Bringing It All Back Home is the fifth studio album by the American singer-songwriter Bob Dylan, released in April 1965 by Columbia Records. In a major transition from his earlier sound, it was Dylan's first album to incorporate electric instrumentation, which caused controversy and divided many in the contemporary folk scene.
Desire is the seventeenth studio album by American singer-songwriter Bob Dylan, released on January 5, 1976, through Columbia Records. It is one of Dylan's most collaborative efforts, featuring the same caravan of musicians as the acclaimed Rolling Thunder Revue tours the previous year. Many of the songs also featured backing vocals by Emmylou Harris and Ronee Blakley. Most of the album was co-written by Jacques Levy, and is composed of lengthy story-songs, two of which quickly generated controversy: the 11-minute-long "Joey", which is seen as glorifying the violent gangster "Crazy Joey" Gallo, and "Hurricane", the opening track that tells a passionate account of the murder case against boxer Rubin Carter, who the song asserts was framed. Carter was released in 1985, after a judge overturned his conviction on appeal.
Slow Train Coming is the nineteenth studio album by American singer-songwriter Bob Dylan, released on August 20, 1979, by Columbia Records. It was Dylan's first album following his conversion to Christianity, and the songs either express personal faith, or stress the importance of Christian teachings and philosophy. The evangelical nature of the record alienated many of Dylan's existing fans; at the same time, many Christians were drawn into his fan base. Slow Train Coming was listed at No. 16 in the 2001 book CCM Presents: The 100 Greatest Albums in Christian Music.
Renaldo and Clara is a 1978 American film directed by Bob Dylan and starring Bob Dylan, Sara Dylan and Joan Baez. Written by Dylan and Sam Shepard, the film incorporates three distinct film genres: concert footage, documentary interviews, and dramatic fictional vignettes reflective of Dylan's song lyrics and life.
Hard Rain is a live album by American singer-songwriter Bob Dylan, released on September 13, 1976, by Columbia Records. The album was recorded during the second leg of the Rolling Thunder Revue.

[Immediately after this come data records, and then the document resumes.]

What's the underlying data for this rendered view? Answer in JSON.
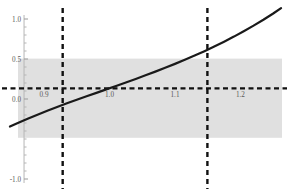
{
  "chart_data": {
    "type": "line",
    "title": "",
    "subtitle": "",
    "xlabel": "",
    "ylabel": "",
    "xlim": [
      0.845,
      1.268
    ],
    "ylim": [
      -1.05,
      1.05
    ],
    "grid": false,
    "legend": null,
    "x_ticks": [
      {
        "value": 0.9,
        "label": "0.9"
      },
      {
        "value": 1.0,
        "label": "1.0"
      },
      {
        "value": 1.1,
        "label": "1.1"
      },
      {
        "value": 1.2,
        "label": "1.2"
      }
    ],
    "y_ticks": [
      {
        "value": 1.0,
        "label": "1.0"
      },
      {
        "value": 0.5,
        "label": "0.5"
      },
      {
        "value": 0.0,
        "label": "0.0"
      },
      {
        "value": -1.0,
        "label": "-1.0"
      }
    ],
    "y_minor_ticks": [
      0.9,
      0.8,
      0.7,
      0.6,
      0.4,
      0.3,
      0.2,
      0.1,
      -0.1,
      -0.2,
      -0.3,
      -0.4,
      -0.5,
      -0.6,
      -0.7,
      -0.8,
      -0.9
    ],
    "series": [
      {
        "name": "curve",
        "type": "line",
        "color": "#1a1a1a",
        "width": 2.2,
        "points": [
          [
            0.848,
            -0.345
          ],
          [
            0.86,
            -0.3
          ],
          [
            0.875,
            -0.247
          ],
          [
            0.89,
            -0.196
          ],
          [
            0.905,
            -0.147
          ],
          [
            0.92,
            -0.1
          ],
          [
            0.935,
            -0.054
          ],
          [
            0.95,
            -0.01
          ],
          [
            0.965,
            0.034
          ],
          [
            0.98,
            0.077
          ],
          [
            0.995,
            0.12
          ],
          [
            1.01,
            0.163
          ],
          [
            1.025,
            0.207
          ],
          [
            1.04,
            0.251
          ],
          [
            1.055,
            0.296
          ],
          [
            1.07,
            0.342
          ],
          [
            1.085,
            0.39
          ],
          [
            1.1,
            0.439
          ],
          [
            1.115,
            0.49
          ],
          [
            1.13,
            0.543
          ],
          [
            1.145,
            0.598
          ],
          [
            1.16,
            0.656
          ],
          [
            1.175,
            0.717
          ],
          [
            1.19,
            0.78
          ],
          [
            1.205,
            0.847
          ],
          [
            1.22,
            0.917
          ],
          [
            1.235,
            0.991
          ],
          [
            1.25,
            1.069
          ],
          [
            1.262,
            1.135
          ]
        ]
      }
    ],
    "reference_lines": [
      {
        "name": "horizontal-reference",
        "orientation": "horizontal",
        "value": 0.132,
        "style": "dashed",
        "color": "#111111",
        "width": 2.2
      },
      {
        "name": "vertical-reference-left",
        "orientation": "vertical",
        "value": 0.9285,
        "style": "dashed",
        "color": "#111111",
        "width": 2.4
      },
      {
        "name": "vertical-reference-right",
        "orientation": "vertical",
        "value": 1.1495,
        "style": "dashed",
        "color": "#111111",
        "width": 2.4
      }
    ],
    "shaded_band": {
      "name": "confidence-band",
      "orientation": "horizontal",
      "y_from": 0.505,
      "y_to": -0.485,
      "color": "#e0e0e0",
      "opacity": 1
    },
    "axis_lines": [
      {
        "name": "y-axis",
        "orientation": "vertical",
        "value": 0.8695,
        "color": "#b6b6b6",
        "width": 1
      }
    ]
  }
}
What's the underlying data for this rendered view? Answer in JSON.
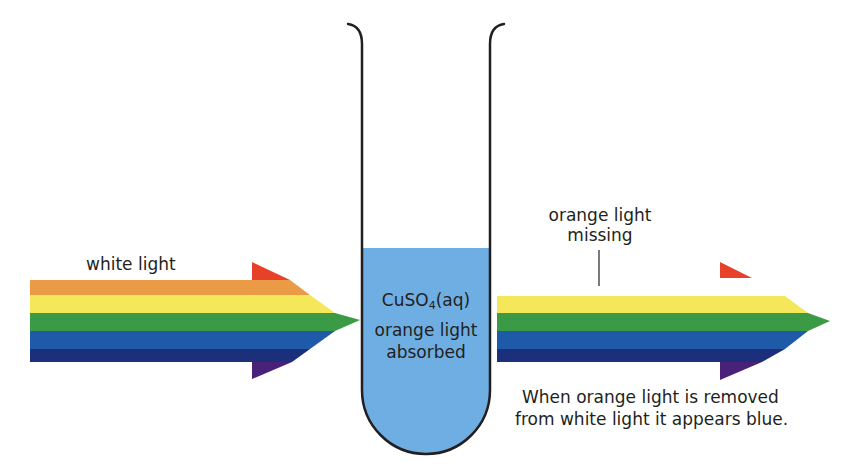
{
  "diagram": {
    "labels": {
      "white_light": "white light",
      "solution_formula_main": "CuSO",
      "solution_formula_sub": "4",
      "solution_formula_state": "(aq)",
      "tube_caption_line1": "orange light",
      "tube_caption_line2": "absorbed",
      "missing_line1": "orange light",
      "missing_line2": "missing",
      "conclusion_line1": "When orange light is removed",
      "conclusion_line2": "from white light it appears blue."
    },
    "colors": {
      "red": "#e8412a",
      "orange": "#eb9a45",
      "yellow": "#f4e85a",
      "green": "#3a9a45",
      "blue": "#1f5aa8",
      "navy": "#1b2f7a",
      "violet": "#4a2179",
      "solution": "#6eaee3",
      "outline": "#231f20"
    },
    "incoming_beam": {
      "name": "white light",
      "bands": [
        "red",
        "orange",
        "yellow",
        "green",
        "blue",
        "navy",
        "violet"
      ]
    },
    "outgoing_beam": {
      "name": "light after absorption",
      "bands": [
        "red",
        "yellow",
        "green",
        "blue",
        "navy",
        "violet"
      ],
      "missing_band": "orange"
    }
  }
}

The Rolling Thunder Revue was a 1975–76 concert tour by American singer-songwriter Bob Dylan with numerous musicians and collaborators. The purpose of the tour was to allow Dylan, who was a major recording artist and concert performer, to play in smaller auditoriums in less populated cities where he could be more intimate with his audiences.
Bob Dylan at Budokan is a live album by American singer-songwriter Bob Dylan, released August 1978 on Columbia Records in Japan only, followed by a worldwide release in April 1979. It was recorded during his 1978 world tour and is composed mostly of the artist's "greatest hits". The performances in the album are radically altered from the originals, using almost all the musicians that played on Street-Legal, but relying on a much larger band and stronger use of woodwind and backing singers. In some respects the arrangements are more conventional than the original arrangements, for which the album was criticized. For a few critics, such as Janet Maslin of Rolling Stone, the differences between the older and newer arrangements had become less important.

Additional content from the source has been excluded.